Anya bit off a curse, staring at the doorway and trying to figure this one out. She had seen over the months the complications that could arise in Haven, just with the Wolves and their unique DNA. Fevers from nowhere that Dr. Armani had to track down and find a way to treat. Wounds that were simple and should have been easily fixed that suddenly the Wolf genetics fought against. It was a crapshoot, Armani had told her, and the additional pressure of treating the Coyotes, a species just different enough to change all the rules, was driving the doctor to long hours and less and less sleep.

It couldn’t continue.

But it seemed that getting Del-Rey to understand the problems they were facing wasn’t going to be easy either.

CHAPTER 18

“You asked to see me, Coya?” Brim stepped into Anya’s office, formerly her bedroom, three days later, his expression bland, his blue gray gaze quizzical.

Anya stood to the side of her desk and watched the Breed move with lethal grace into the room. Anyone daring to challenge this man could be in for a world of hurt, and she knew it.

She considered the best way to approach the problem she was facing.

“I’d like to apologize, Coya,” he suddenly said.

Anya blinked back at him in surprise.

“For what?”

“You could have told Del-Rey that I had allowed Sofia into his room while he was healing. We would have fought. Fighting the alpha isn’t always wise.” His lips quirked as though amused by some thought.

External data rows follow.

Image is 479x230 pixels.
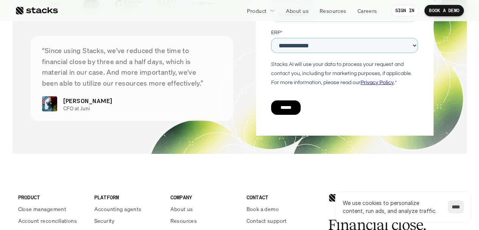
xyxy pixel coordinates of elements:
[281,4,313,17] a: About us
[94,205,142,213] p: Accounting agents
[94,205,161,213] a: Accounting agents
[247,205,314,213] a: Book a demo
[18,193,85,201] p: PRODUCT
[286,7,309,15] p: About us
[18,217,85,225] a: Account reconciliations
[357,7,377,15] p: Careers
[170,205,193,213] p: About us
[170,193,237,201] p: COMPANY
[94,217,115,225] p: Security
[63,105,216,112] p: CFO at Juni
[170,205,237,213] a: About us
[94,217,161,225] a: Security
[343,199,440,215] p: We use cookies to personalize content, run ads, and analyze traffic.
[247,7,267,15] p: Product
[320,7,346,15] p: Resources
[18,205,67,213] p: Close management
[170,217,197,225] p: Resources
[353,4,382,17] a: Careers
[18,217,77,225] p: Account reconciliations
[18,205,85,213] a: Close management
[424,5,464,16] a: BOOK A DEMO
[42,45,222,89] p: “Since using Stacks, we've reduced the time to financial close by three and a half days, which is...
[429,8,459,13] p: BOOK A DEMO
[170,217,237,225] a: Resources
[247,193,314,201] p: CONTACT
[247,217,287,225] p: Contact support
[395,8,415,13] p: SIGN IN
[315,4,351,17] a: Resources
[391,5,419,16] a: SIGN IN
[89,175,123,181] a: Privacy Policy
[94,193,161,201] p: PLATFORM
[247,205,279,213] p: Book a demo
[247,217,314,225] a: Contact support
[63,96,112,105] p: [PERSON_NAME]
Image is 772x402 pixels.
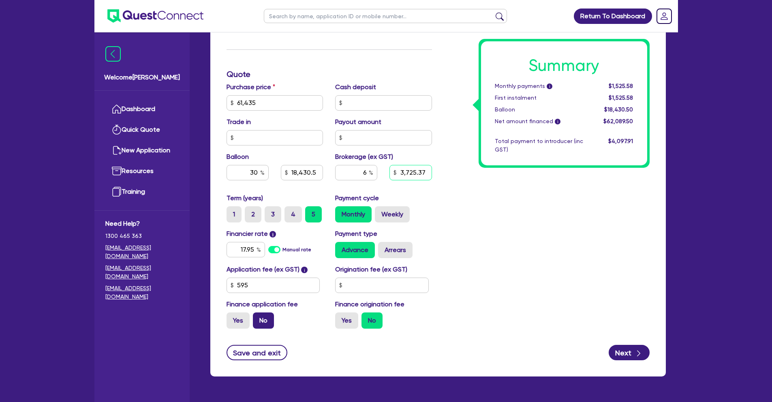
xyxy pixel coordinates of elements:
label: Payment cycle [335,193,379,203]
img: quick-quote [112,125,122,134]
div: Balloon [489,105,589,114]
h3: Quote [226,69,432,79]
a: Return To Dashboard [574,9,652,24]
input: Search by name, application ID or mobile number... [264,9,507,23]
span: $1,525.58 [608,94,633,101]
label: No [253,312,274,329]
label: Balloon [226,152,249,162]
a: [EMAIL_ADDRESS][DOMAIN_NAME] [105,243,179,260]
label: Purchase price [226,82,275,92]
label: Origination fee (ex GST) [335,265,407,274]
a: New Application [105,140,179,161]
label: Weekly [375,206,410,222]
label: 5 [305,206,322,222]
div: Net amount financed [489,117,589,126]
label: Financier rate [226,229,276,239]
img: resources [112,166,122,176]
a: [EMAIL_ADDRESS][DOMAIN_NAME] [105,264,179,281]
label: Yes [226,312,250,329]
img: icon-menu-close [105,46,121,62]
a: Resources [105,161,179,181]
label: Manual rate [282,246,311,253]
span: 1300 465 363 [105,232,179,240]
img: training [112,187,122,196]
label: Cash deposit [335,82,376,92]
label: 4 [284,206,302,222]
label: 2 [245,206,261,222]
span: i [301,267,307,273]
a: Dashboard [105,99,179,120]
label: Application fee (ex GST) [226,265,299,274]
label: Payment type [335,229,377,239]
label: Arrears [378,242,412,258]
label: Term (years) [226,193,263,203]
div: Monthly payments [489,82,589,90]
label: No [361,312,382,329]
a: Training [105,181,179,202]
label: 1 [226,206,241,222]
label: Yes [335,312,358,329]
span: $4,097.91 [608,138,633,144]
label: 3 [265,206,281,222]
img: quest-connect-logo-blue [107,9,203,23]
label: Finance origination fee [335,299,404,309]
label: Trade in [226,117,251,127]
span: i [546,84,552,90]
span: i [555,119,560,125]
span: $62,089.50 [603,118,633,124]
img: new-application [112,145,122,155]
label: Finance application fee [226,299,298,309]
label: Monthly [335,206,371,222]
button: Next [608,345,649,360]
label: Payout amount [335,117,381,127]
span: i [269,231,276,237]
span: Welcome [PERSON_NAME] [104,73,180,82]
span: Need Help? [105,219,179,228]
a: [EMAIL_ADDRESS][DOMAIN_NAME] [105,284,179,301]
button: Save and exit [226,345,288,360]
a: Dropdown toggle [653,6,674,27]
span: $1,525.58 [608,83,633,89]
div: Total payment to introducer (inc GST) [489,137,589,154]
label: Advance [335,242,375,258]
label: Brokerage (ex GST) [335,152,393,162]
span: $18,430.50 [604,106,633,113]
div: First instalment [489,94,589,102]
a: Quick Quote [105,120,179,140]
h1: Summary [495,56,633,75]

She inhaled slowly. “Crying to Del-Rey would have accomplished very little in a meaningful way,” she finally said. “This is something you and I need to discuss.”

Arrogance was a natural part of him, and Anya was smart enough, intuitive enough, to know that, coya or not, she wouldn’t be ordering him to do anything.

“I agree.” Brim nodded. “It’s nothing you have to worry about happening again. I promise you.”

She tilted her head to the side and narrowed her eyes on him. “Why did it happen to begin with?”

His lips quirked. “Something or someone needed to piss you off enough to take what was yours. I convinced Del-Rey to give her asylum to achieve that end.”

Surprise, surprise. Another Coyote Breed manipulating her. She was going to get pissed off over this soon.

“Brim, I would hate to ever have to consider you my enemy,” she finally said quietly, staring back at him with somber determination. “But manipulate me again, in any matter, and that’s the path we’ll take. Do we understand each other?”

A hint of surprise filled his eyes. “You’re not going to throw anything at me then?”

She shook her head, a smile trying to tug at her lips. “I reserve that for your alpha alone.”